Quick answer: Enable fractal FBM with several octaves on the FastNoiseLite resource and tune frequency, lacunarity, and gain so the terrain gains multi-scale detail.

Bland Godot terrain usually means FastNoiseLite is running a single octave. Switching on fractal FBM and tuning octaves adds the hills-on-hills detail you want.

How to fix it

1. Enable fractal FBM

Set fractal_type to TYPE_FBM and raise fractal_octaves to 4-6. Each octave layers finer detail on the base shape, turning smooth hills into varied terrain.

2. Tune frequency and gain

Lower frequency for larger landforms and adjust fractal_gain (persistence) around 0.5 to control how much each octave contributes. Set fractal_lacunarity near 2.0 for natural scaling.

3. Seed and remap deliberately

Set a seed for reproducibility and remap get_noise_2d()'s [-1,1] output into your height range explicitly, optionally with a curve, so flat plains and tall peaks both appear.

Catching the ones you can't reproduce

The hardest version of this to fix is the one you can't reproduce — it only happens on a player's hardware, OS, driver, or save state, under conditions that simply aren't present on your machine. A report that says “it crashed” or “it froze” gives you nothing to act on, so the bug survives release after release while quietly costing you players.

Automatic error capture closes that gap. Each failure arrives with its full stack trace, the device and OS, the build number, and a breadcrumb trail of what the player did right before it broke, so even a failure you have never seen becomes a specific, reproducible issue. Fold identical failures into one signature ranked by how many players each hits, and your worklist sorts itself worst-first instead of arriving as a stream of vague complaints.

This is where a tool like Bugnet earns its place. Its SDK captures every Godot error automatically with the full stack trace plus device, OS, memory, build, and game-state context, folds duplicates into one grouped issue with an occurrence count, and ties each to the build it first appeared on — so you fix the problem that hurts the most players first and confirm it is gone when its signature disappears from the next release.

Ship the fix, watch the signature disappear from the next build. That's how you know it's really gone.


* [Exercise objective]
The required result is a copy of each line below in which "area" appears.

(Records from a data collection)
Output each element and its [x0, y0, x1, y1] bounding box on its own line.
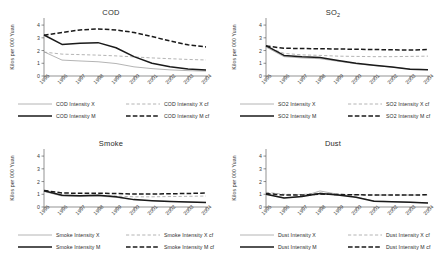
legend-label: COD Intensity M [56, 113, 96, 119]
legend-label: SO2 Intensity X [278, 101, 316, 107]
y-tick-label: 1 [30, 191, 40, 197]
legend-key-swatch [240, 100, 274, 108]
series-line-cod-1 [44, 52, 206, 60]
legend-label: Smoke Intensity M cf [164, 244, 214, 250]
y-tick-label: 1 [252, 191, 262, 197]
legend-label: SO2 Intensity M cf [386, 113, 430, 119]
legend-key-swatch [126, 231, 160, 239]
y-tick-label: 1 [30, 60, 40, 66]
y-tick-label: 2 [30, 48, 40, 54]
legend-item: Dust Intensity M [240, 242, 317, 252]
legend-label: Dust Intensity X cf [386, 232, 430, 238]
legend-item: COD Intensity M [18, 111, 96, 121]
y-tick-label: 0 [252, 204, 262, 210]
legend-key-swatch [126, 243, 160, 251]
legend-item: COD Intensity X [18, 99, 95, 109]
legend-label: SO2 Intensity X cf [386, 101, 429, 107]
y-tick-label: 0 [30, 73, 40, 79]
chart-panel-cod: CODKilos per 000 Yuan0123419951996199719… [0, 0, 222, 131]
y-tick-label: 4 [30, 22, 40, 28]
y-tick-label: 4 [30, 153, 40, 159]
legend-item: Smoke Intensity M cf [126, 242, 214, 252]
legend-smoke: Smoke Intensity XSmoke Intensity X cfSmo… [18, 230, 222, 258]
legend-key-swatch [348, 100, 382, 108]
y-tick-label: 0 [252, 73, 262, 79]
legend-dust: Dust Intensity XDust Intensity X cfDust … [240, 230, 444, 258]
legend-item: SO2 Intensity M cf [348, 111, 430, 121]
legend-key-swatch [348, 243, 382, 251]
y-tick-label: 2 [252, 179, 262, 185]
y-tick-label: 4 [252, 153, 262, 159]
legend-key-swatch [18, 112, 52, 120]
legend-key-swatch [240, 243, 274, 251]
y-tick-label: 2 [30, 179, 40, 185]
legend-item: Dust Intensity X [240, 230, 316, 240]
chart-panel-smoke: SmokeKilos per 000 Yuan01234199519961997… [0, 131, 222, 262]
legend-label: Smoke Intensity M [56, 244, 100, 250]
legend-label: Dust Intensity X [278, 232, 316, 238]
y-tick-label: 3 [30, 35, 40, 41]
legend-cod: COD Intensity XCOD Intensity X cfCOD Int… [18, 99, 222, 127]
legend-item: Smoke Intensity X cf [126, 230, 213, 240]
pollution-intensity-figure: CODKilos per 000 Yuan0123419951996199719… [0, 0, 444, 262]
legend-key-swatch [18, 243, 52, 251]
chart-panel-so2: SO2Kilos per 000 Yuan0123419951996199719… [222, 0, 444, 131]
legend-key-swatch [18, 231, 52, 239]
legend-label: COD Intensity M cf [164, 113, 209, 119]
legend-item: Dust Intensity M cf [348, 242, 431, 252]
legend-label: Smoke Intensity X cf [164, 232, 213, 238]
legend-key-swatch [240, 112, 274, 120]
y-tick-label: 0 [30, 204, 40, 210]
legend-item: SO2 Intensity X [240, 99, 316, 109]
series-line-so2-3 [266, 46, 428, 50]
legend-item: SO2 Intensity X cf [348, 99, 429, 109]
legend-item: SO2 Intensity M [240, 111, 316, 121]
legend-item: Dust Intensity X cf [348, 230, 430, 240]
y-tick-label: 4 [252, 22, 262, 28]
y-tick-label: 2 [252, 48, 262, 54]
legend-item: COD Intensity X cf [126, 99, 208, 109]
y-tick-label: 1 [252, 60, 262, 66]
legend-key-swatch [18, 100, 52, 108]
legend-key-swatch [348, 112, 382, 120]
legend-label: Dust Intensity M cf [386, 244, 431, 250]
legend-item: Smoke Intensity M [18, 242, 100, 252]
chart-panel-dust: DustKilos per 000 Yuan012341995199619971… [222, 131, 444, 262]
y-tick-label: 3 [252, 166, 262, 172]
legend-label: Dust Intensity M [278, 244, 317, 250]
legend-item: Smoke Intensity X [18, 230, 100, 240]
legend-label: COD Intensity X [56, 101, 95, 107]
legend-label: Smoke Intensity X [56, 232, 100, 238]
legend-key-swatch [126, 112, 160, 120]
legend-item: COD Intensity M cf [126, 111, 209, 121]
legend-label: COD Intensity X cf [164, 101, 208, 107]
series-line-smoke-3 [44, 190, 206, 194]
series-line-cod-2 [44, 35, 206, 70]
legend-so2: SO2 Intensity XSO2 Intensity X cfSO2 Int… [240, 99, 444, 127]
legend-label: SO2 Intensity M [278, 113, 316, 119]
y-tick-label: 3 [30, 166, 40, 172]
legend-key-swatch [348, 231, 382, 239]
y-tick-label: 3 [252, 35, 262, 41]
legend-key-swatch [126, 100, 160, 108]
legend-key-swatch [240, 231, 274, 239]
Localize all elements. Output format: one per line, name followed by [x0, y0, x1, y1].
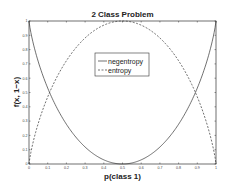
y-axis-label: f(x, 1−x) [12, 76, 21, 107]
x-axis-label: p(class 1) [104, 172, 141, 181]
x-tick-label: 1 [215, 166, 217, 170]
x-tick-label: 0.2 [64, 166, 69, 170]
y-tick-label: 0.1 [23, 148, 28, 152]
y-tick-label: 0.6 [23, 77, 28, 81]
y-tick-label: 0.3 [23, 119, 28, 123]
plot-frame [29, 21, 216, 164]
plot-area [29, 21, 216, 164]
x-tick-label: 0.1 [45, 166, 50, 170]
legend: negentropy entropy [95, 53, 149, 76]
x-tick-label: 0.4 [101, 166, 106, 170]
y-tick-label: 0.2 [23, 134, 28, 138]
legend-label-entropy: entropy [108, 67, 132, 75]
y-tick-label: 0.9 [23, 34, 28, 38]
y-tick-label: 0 [26, 162, 28, 166]
x-tick-label: 0.3 [83, 166, 88, 170]
chart-title: 2 Class Problem [91, 10, 153, 19]
x-tick-label: 0.9 [195, 166, 200, 170]
legend-label-negentropy: negentropy [108, 58, 144, 66]
x-tick-label: 0 [28, 166, 30, 170]
y-tick-label: 0.4 [23, 105, 28, 109]
y-tick-label: 0.8 [23, 48, 28, 52]
x-tick-label: 0.8 [176, 166, 181, 170]
x-tick-label: 0.6 [139, 166, 144, 170]
x-tick-label: 0.5 [120, 166, 125, 170]
chart: 2 Class Problem 00.10.20.30.40.50.60.70.… [0, 0, 229, 187]
y-tick-label: 0.7 [23, 62, 28, 66]
y-tick-label: 1 [26, 19, 28, 23]
y-tick-label: 0.5 [23, 91, 28, 95]
x-tick-label: 0.7 [157, 166, 162, 170]
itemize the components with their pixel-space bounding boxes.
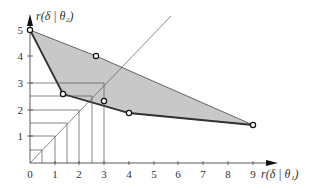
svg-text:1: 1 [52, 168, 58, 180]
svg-text:9: 9 [250, 168, 256, 180]
point [27, 27, 32, 32]
y-tick-labels: 1 2 3 4 5 [18, 24, 24, 142]
point [101, 98, 106, 103]
svg-text:3: 3 [101, 168, 107, 180]
svg-text:5: 5 [151, 168, 157, 180]
point [93, 53, 98, 58]
svg-text:6: 6 [175, 168, 181, 180]
svg-text:2: 2 [18, 104, 24, 116]
svg-text:2: 2 [76, 168, 82, 180]
y-axis-arrow-icon [27, 14, 33, 26]
point [60, 91, 65, 96]
svg-text:5: 5 [18, 24, 24, 36]
x-axis-label: r(δ | θ₁) [261, 167, 299, 181]
risk-set-region [30, 30, 253, 125]
svg-text:4: 4 [126, 168, 132, 180]
point [126, 110, 131, 115]
point [250, 122, 255, 127]
svg-text:8: 8 [225, 168, 231, 180]
svg-text:0: 0 [27, 168, 33, 180]
risk-set-diagram: 0 1 2 3 4 5 6 7 8 9 1 2 3 4 5 r(δ | θ₁) … [0, 0, 319, 189]
svg-text:7: 7 [200, 168, 206, 180]
y-axis-label: r(δ | θ₂) [36, 9, 74, 23]
svg-text:1: 1 [18, 130, 24, 142]
svg-text:3: 3 [18, 77, 24, 89]
x-axis-arrow-icon [266, 160, 278, 166]
x-tick-labels: 0 1 2 3 4 5 6 7 8 9 [27, 168, 256, 180]
svg-text:4: 4 [18, 50, 24, 62]
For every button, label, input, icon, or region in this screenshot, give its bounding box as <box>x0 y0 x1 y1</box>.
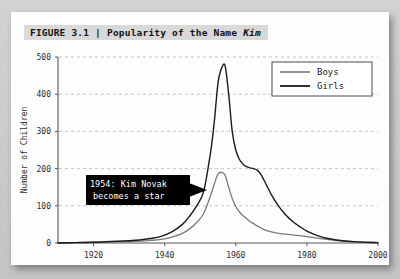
x-tick-label: 1920 <box>84 251 103 260</box>
annotation-line-1: 1954: Kim Novak <box>90 179 167 189</box>
y-tick-label: 500 <box>37 53 52 62</box>
figure-card: FIGURE 3.1 | Popularity of the Name Kim … <box>11 12 389 265</box>
chart-legend[interactable]: Boys Girls <box>272 62 372 96</box>
y-tick-label: 0 <box>46 239 51 248</box>
x-tick-label: 1980 <box>297 251 316 260</box>
page-background: FIGURE 3.1 | Popularity of the Name Kim … <box>0 0 400 279</box>
y-tick-label: 200 <box>37 165 52 174</box>
x-tick-labels-group: 19201940196019802000 <box>84 251 388 260</box>
annotation-pointer-icon <box>189 183 207 197</box>
x-tick-label: 2000 <box>368 251 387 260</box>
y-tick-labels-group: 0100200300400500 <box>37 53 52 248</box>
annotation-callout[interactable]: 1954: Kim Novak becomes a star <box>86 175 207 205</box>
y-axis-title: Number of Children <box>20 106 29 193</box>
y-tick-label: 400 <box>37 90 52 99</box>
legend-label-boys: Boys <box>317 67 339 77</box>
x-tick-label: 1960 <box>226 251 245 260</box>
annotation-line-2: becomes a star <box>93 191 165 201</box>
x-tick-label: 1940 <box>155 251 174 260</box>
legend-label-girls: Girls <box>317 81 344 91</box>
y-tick-label: 100 <box>37 202 52 211</box>
chart-area: 0100200300400500 19201940196019802000 Nu… <box>11 12 389 265</box>
y-tick-label: 300 <box>37 127 52 136</box>
line-chart-svg: 0100200300400500 19201940196019802000 Nu… <box>11 12 389 265</box>
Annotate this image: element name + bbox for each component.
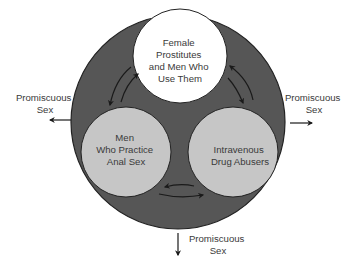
label-line: Sex	[210, 245, 227, 256]
label-line: Drug Abusers	[211, 156, 269, 167]
label-line: Use Them	[158, 73, 202, 84]
label-line: Promiscuous	[16, 92, 72, 103]
outflow-label-left: Promiscuous Sex	[16, 92, 74, 115]
label-line: Promiscuous	[189, 233, 245, 244]
label-line: Sex	[37, 104, 54, 115]
label-line: and Men Who	[149, 61, 209, 72]
outflow-label-right: Promiscuous Sex	[285, 92, 343, 115]
label-line: Prostitutes	[156, 49, 202, 60]
label-line: Sex	[306, 104, 323, 115]
label-line: Intravenous	[214, 144, 264, 155]
label-line: Who Practice	[96, 144, 153, 155]
outflow-label-bottom: Promiscuous Sex	[189, 233, 247, 256]
label-line: Men	[115, 132, 134, 143]
label-line: Female	[163, 37, 195, 48]
label-line: Promiscuous	[285, 92, 341, 103]
hiv-transmission-diagram: Female Prostitutes and Men Who Use Them …	[0, 0, 358, 271]
label-line: Anal Sex	[107, 156, 146, 167]
group-label-idu: Intravenous Drug Abusers	[211, 144, 269, 167]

* [Solution to the exercise]
plot-area [29, 21, 216, 164]
chart-area: 0100200300400500 19201940196019802000 Nu… <box>11 12 389 265</box>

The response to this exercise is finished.